Embeddings need specialised storage for efficient similarity search at scale. Traditional databases can't efficiently query "find the 10 most similar vectors to this one" across millions of records. Vector databases solve this with approximate nearest neighbour (ANN) algorithms.
Selection criteria: Consider scale requirements, hosting preferences, query complexity (filtering, hybrid search), and your existing infrastructure.
Traditional keyword search fails when users describe what they want differently than how it's documented. Embeddings understand that "how to cancel my subscription" should match an article titled "Account Termination Process".
Product recommendations become more nuanced. Instead of "customers also bought", you can find products with similar descriptions, use cases, or customer reviews—even for new products with no purchase history.
Embeddings power the retrieval step in RAG systems. When a user asks a question, embeddings find the most relevant documents from your knowledge base to provide context to the LLM.
Embed transaction descriptions, user behaviours, or support tickets. Anomalies appear as vectors far from normal patterns, enabling early detection of fraud, unusual activity, or emerging issues.

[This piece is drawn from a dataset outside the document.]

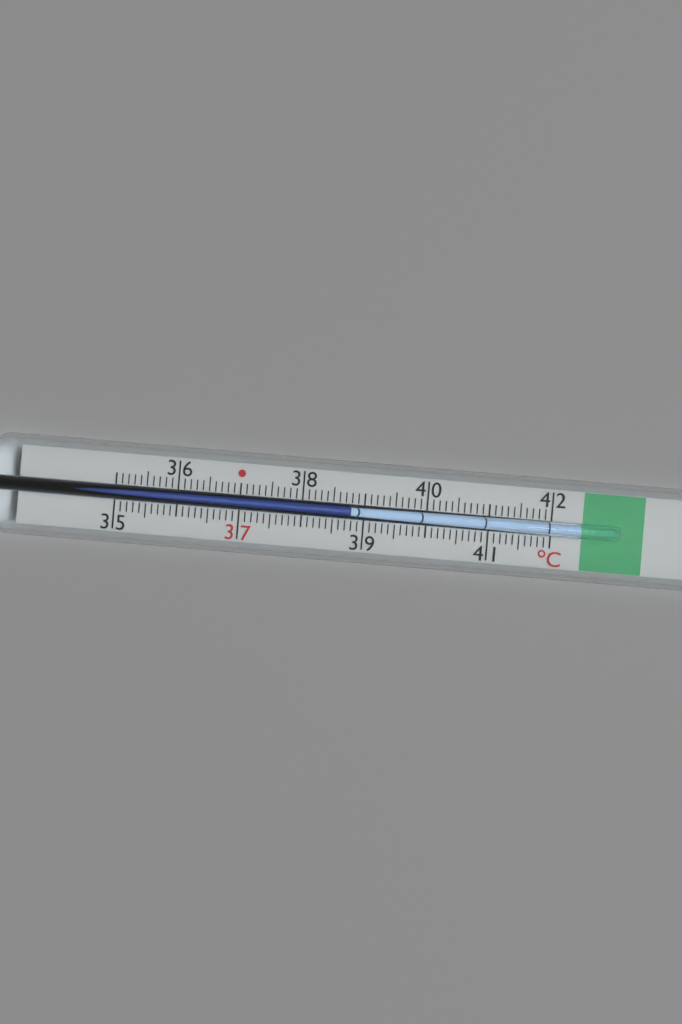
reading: 38.8 °C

Benchmark embedding models on your actual data
Generic benchmarks don't predict domain-specific performance
Plan your chunking strategy around document structure
Fixed-size chunks split sentences and lose context
Store metadata alongside vectors for filtering
Without metadata, you can't filter by date, type, or permissions
Set up a re-embedding pipeline for model updates
Changing models requires re-embedding everything
Consider data privacy requirements early
API-based embeddings send data to third parties
Embeddings are the foundation of modern semantic AI. They're what let machines understand that "I want to cancel my account" and "how do I close my subscription" are asking the same thing—something keyword search could never do.
For most teams, the path is clear: start with a hosted API to prove the concept, benchmark against your actual queries, then decide whether domain-specific or open-source models are worth the additional complexity. The ecosystem is mature enough that embeddings should be a standard part of any AI-powered application.
Building semantic search for sensitive or domain-specific data? We help organisations choose the right embedding strategy and deploy search systems that work.